Four women work at a research library, the Danish Centre for Information on Genocide. The project manager is Malene (Amanda Collin), who has progressive cancer related arthritis; the others are her colleague and best friend Iben (Danica Curcic) who is still suffering PTSD after being held hostage - and escaping - while aid working in Nairobi, and the team secretary Camilla (Lene Maria Christensen). Making up the four is relative newcomer Anne-Lise (Sidse Babett Knudsen), an older middle-class woman who doesn't seem to fit in with the team atmosphere.
Malene appears a little controlling of Iben who because of her experiences is referred to to as 'the hero from Nairobi' - for example, at a party where Iben is getting on well with mutual friend, the writer Gunnar (Magnus Krepper), due to their shared love of Africa, Malene asks to be taken home because of her arthritis, telling Iben on the journey that people like Gunnar are 'born unfaithful.' Malene will later sleep with him.
At work tensions between Anne-Lise and the others, principally baselessly orchestrated by Malene (who has, she confesses, begun to hate healthy people), increase, particularly when all of the women except Anne-Lise receive threatening texts from an anonymous source that they suspect is either from a Serbian war criminal who they have been researching, via a paper entitled 'Psychology of Evil', or someone closer to home. Iben and Camilla become drawn into Malene's increasing hatred of Anne-Lise and the office dynamic becomes three against one, a subtle change which their rather hands off boss Paul (Olaf Johannessen) is ineffective in addressing. Malene's partner Rasmus (Simon Sears) is an IT whizz who wants to send some spyware back to the message originator to find out their identity; what he discovers may or may contribute to his downfall.
The subject of the women's research is a Serbian war criminal named Mirko Zigic (Borut Veselko); psychologically he's one of the 10 - 30% of any army that, when asked to carry out atrocities, go over and above their required duties; basically he's insane. It is popularly believed that after the war Zigic became part of the country's mafia operations, but it's possible he may have arrived in Denmark.
And it's this narrative parallel - Malene's marshaling of her work colleagues in an escalating hate campaign against Anne-Lise without evidence to support it, alongside a more general overview, in the context of the Centre's studies, of how power works in the same way in the context of military dictatorships - that audiences are forced to accept. The parallel clearly wants us to reflect on Edmund Burke's famous line "for evil to succeed, it is only necessary for good men to do nothing" - evidenced in one character's brave action later in the film - although whether a group of bickering office workers can be comfortably compared with those who perpetuate horrendous war atrocities is a matter of speculation.
The truth about the messages is less convoluted than might be suggested and the climax is arguably both soapy and melodramatic. Some of the mid-section scenes misfire, principally a sequence where Anne-Lise infiltrates Camille's choir looking for information, which may give us some key exposition but is also mildly silly. Unsurprisingly by the time all is revealed the women have been (mostly) forced to confront their own histories.
While The Exception (the title refers to those who act against likely psychological scenarios; "you can make yourself the exception to the rule, because you have free will", one character comments) asks a lot of the audience, I'm on the side of concluding it a success. Danish drama (on TV at least, and Nielsen has some experience here) has a habit of taking a relatively low level dilemma and exploring it in almost forensic detail; I'm thinking here both of Maya Ilsøe's family opus The Legacy (in which Lene Maria Christensen starred) and Adam Price's political drama Borgen, some episodes of which Nielsen directed, and which propelled Sidse Babett Knudsen to fame. The four women at the centre of the drama occupy their roles subtly and completely, and the script refuses to provide easy answers to any of the problems it dwells on. Over the top it may occasionally be, but I found The Exception riveting and extremely well made.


> [What you will do]
The records below hold a stretch from the line with "Find the location of a particular element. The height" through the line with "This screenshot has width=747, height=414."; return exactly those lines, ends included, and nothing more.

> [Data section]

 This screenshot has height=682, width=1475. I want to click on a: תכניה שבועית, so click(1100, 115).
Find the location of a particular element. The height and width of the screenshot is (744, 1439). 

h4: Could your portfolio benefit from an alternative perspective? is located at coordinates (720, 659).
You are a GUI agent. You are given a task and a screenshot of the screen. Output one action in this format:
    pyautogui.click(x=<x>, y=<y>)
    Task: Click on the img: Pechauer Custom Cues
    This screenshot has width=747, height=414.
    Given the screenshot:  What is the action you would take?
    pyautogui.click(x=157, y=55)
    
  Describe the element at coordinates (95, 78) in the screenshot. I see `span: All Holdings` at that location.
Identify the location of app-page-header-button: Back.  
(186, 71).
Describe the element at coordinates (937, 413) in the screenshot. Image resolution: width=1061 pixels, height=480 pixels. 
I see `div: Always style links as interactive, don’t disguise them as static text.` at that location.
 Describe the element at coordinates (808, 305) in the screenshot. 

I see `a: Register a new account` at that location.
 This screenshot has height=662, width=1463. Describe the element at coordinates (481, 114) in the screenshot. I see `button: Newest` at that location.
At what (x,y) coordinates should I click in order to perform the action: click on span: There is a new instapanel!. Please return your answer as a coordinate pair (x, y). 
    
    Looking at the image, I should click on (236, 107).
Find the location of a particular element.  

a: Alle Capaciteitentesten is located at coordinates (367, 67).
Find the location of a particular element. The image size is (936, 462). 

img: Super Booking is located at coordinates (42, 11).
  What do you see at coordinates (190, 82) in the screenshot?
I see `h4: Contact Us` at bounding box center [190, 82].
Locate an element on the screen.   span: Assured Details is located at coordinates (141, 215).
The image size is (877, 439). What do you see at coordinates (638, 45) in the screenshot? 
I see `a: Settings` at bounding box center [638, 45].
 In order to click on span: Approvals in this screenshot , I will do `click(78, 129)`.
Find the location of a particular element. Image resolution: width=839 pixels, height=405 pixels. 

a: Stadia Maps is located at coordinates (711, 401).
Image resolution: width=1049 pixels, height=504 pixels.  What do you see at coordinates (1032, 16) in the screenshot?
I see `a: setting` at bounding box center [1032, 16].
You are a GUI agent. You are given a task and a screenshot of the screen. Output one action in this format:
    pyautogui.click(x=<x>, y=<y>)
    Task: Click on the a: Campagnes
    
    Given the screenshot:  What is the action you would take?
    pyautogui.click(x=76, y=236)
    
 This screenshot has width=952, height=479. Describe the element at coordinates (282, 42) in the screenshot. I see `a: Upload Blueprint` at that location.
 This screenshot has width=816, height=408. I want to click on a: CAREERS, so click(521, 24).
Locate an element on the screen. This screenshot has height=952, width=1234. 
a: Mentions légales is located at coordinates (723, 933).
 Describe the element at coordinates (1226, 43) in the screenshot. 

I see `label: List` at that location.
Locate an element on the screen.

> [Output below]
Find the location of a particular element. The height and width of the screenshot is (744, 1439). 

h4: Could your portfolio benefit from an alternative perspective? is located at coordinates (720, 659).
You are a GUI agent. You are given a task and a screenshot of the screen. Output one action in this format:
    pyautogui.click(x=<x>, y=<y>)
    Task: Click on the img: Pechauer Custom Cues
    This screenshot has width=747, height=414.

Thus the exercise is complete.